Last semester, after I published a piece in Ms. critiquing Charlie Kirk and violent masculinity, South Carolina politicians—including Lt. Gov. Pamela Evette and Rep. Ralph Norman—publicly suggested I should be fired. In a climate where ideologically driven attacks on funding and governance threaten the very survival of colleges and universities, I ultimately resigned my full professorship. The message from state lawmakers was unmistakable: Even private institutions are no longer insulated from direct government interference, regardless of stated commitments to academic freedom.

How We Build a Better System: Celebrating Ranked-Choice Voting Day

Weekend Reading for Women’s Representation is a compilation of stories about women’s representation in politics, sports and entertainment, judicial offices and the private sector—with a little gardening mixed in!

This week:
—Friday marks is Ranked-Choice Voting Day, an annual event held every Jan. 23 (1-2-3) to celebrate a proven, people-powered reform that strengthens democracy by giving voters more choice and candidates a fairer path to office. 
—Steven Hill and Paul Haughey call a 2023 study from the University of Minnesota repeatedly cited by opponents of ranked-choice voting “one of the most error-prone” they encountered—relying heavily on cherry-picked citations, simulated elections and surveys disconnected from how voters actually behave in real contests. 
—We honor the life and legacy of Claudette Colvin, an icon of the Civil Rights Movement.
—The Vermont Voting Rights Act seeks to codify key federal voting protections in the state.
—Portland reaches an important compromise in their City Council elections.

… and more.

Move Over, Childless Cat Ladies—The Right Has a New Woman to Hate

The right-wing manosphere has quickly absorbed the lexicon of AWFUL: “Affluent White Female Urban Liberals.” Move over childless cat ladies, there is a new broad in town.

The movement hell-bent on extolling the virtues of tradwife life has now set its sights on “organized gangs of wine moms us[ing] Antifa tactics to harass and impede” ICE, according to the talking heads at Fox News.

Sigh, MAGA. There you go again, mangling the plotline. Don’t you know? Motherhood has always been political, embedded in acts of resistance, from Reconstruction to women’s suffrage through the rise of the Civil Rights Movement.

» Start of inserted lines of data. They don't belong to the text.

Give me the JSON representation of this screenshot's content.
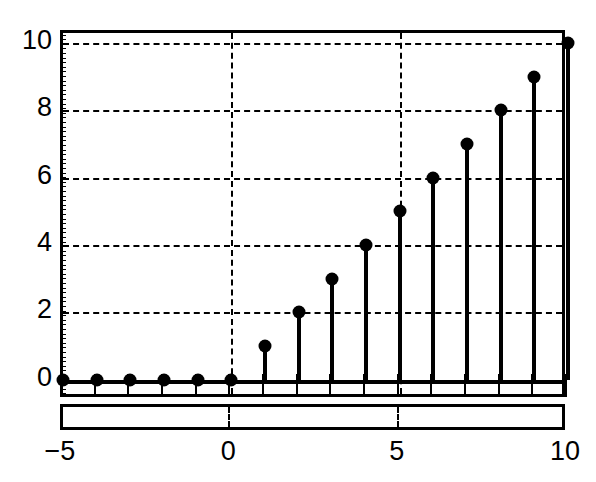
{
  "chart_data": {
    "type": "line",
    "plot_style": "stem",
    "title": "",
    "xlabel": "",
    "ylabel": "",
    "xlim": [
      -5,
      10
    ],
    "ylim": [
      -0.6,
      10.3
    ],
    "grid": true,
    "grid_style": "dashed",
    "legend": "none",
    "xticks": [
      -5,
      0,
      5,
      10
    ],
    "xtick_labels": [
      "−5",
      "0",
      "5",
      "10"
    ],
    "yticks": [
      0,
      2,
      4,
      6,
      8,
      10
    ],
    "ytick_labels": [
      "0",
      "2",
      "4",
      "6",
      "8",
      "10"
    ],
    "x": [
      -5,
      -4,
      -3,
      -2,
      -1,
      0,
      1,
      2,
      3,
      4,
      5,
      6,
      7,
      8,
      9,
      10
    ],
    "values": [
      0,
      0,
      0,
      0,
      0,
      0,
      1,
      2,
      3,
      4,
      5,
      6,
      7,
      8,
      9,
      10
    ],
    "series": [
      {
        "name": "ramp",
        "values": [
          0,
          0,
          0,
          0,
          0,
          0,
          1,
          2,
          3,
          4,
          5,
          6,
          7,
          8,
          9,
          10
        ]
      }
    ],
    "marker": "filled-circle",
    "marker_color": "#000000",
    "stem_color": "#000000",
    "baseline": 0,
    "annotations": []
  },
  "figure": {
    "background": "#ffffff",
    "axis_color": "#000000",
    "gridline_color": "#000000",
    "vertical_gridlines_at": [
      0,
      5
    ]
  }
}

Trump’s Silence on World AIDS Day Revives a New Lavender Scare

Last month, the State Department warned employees not to commemorate World AIDS Day through official work accounts, including social media, nor should they use government funds to mark Tuesday, Dec. 2, as World AIDS Day. The day came and went in a quiet, cold Washington, D.C., without the president marking what it represented—the more than 700,000 Americans who died from HIV/AIDS-related causes in the United States since 1981. 

If his intentions were unclear, Trump’s budget proposed ending all CDC HIV prevention programs this past June, and Congress continues to negotiate next year’s budget, proposing massive cuts to HIV programs. 

For many young people who never lost friends or family, there may be the misconception that the HIV/AIDS crisis of the 1980s was localized and small, but nearly 300,000 men who have sex with men have died from AIDS-related complications, with over 6,000 deaths in 2019 alone. To put this in perspective, this would be as if over half of Wyoming’s population disappeared, or if everyone in Pittsburgh, Penn., vanished overnight. 

Even Madonna criticized Trump’s move, posting on Instagram, “It’s one thing to order federal agents to refrain from commemorating this day, but to ask the general public to pretend it never happened is ridiculous, it’s absurd, it’s unthinkable. I bet he’s never watched his best friend die of AIDS, held their hand, and watched the blood drain from their face as they took their last breath at the age of 23.”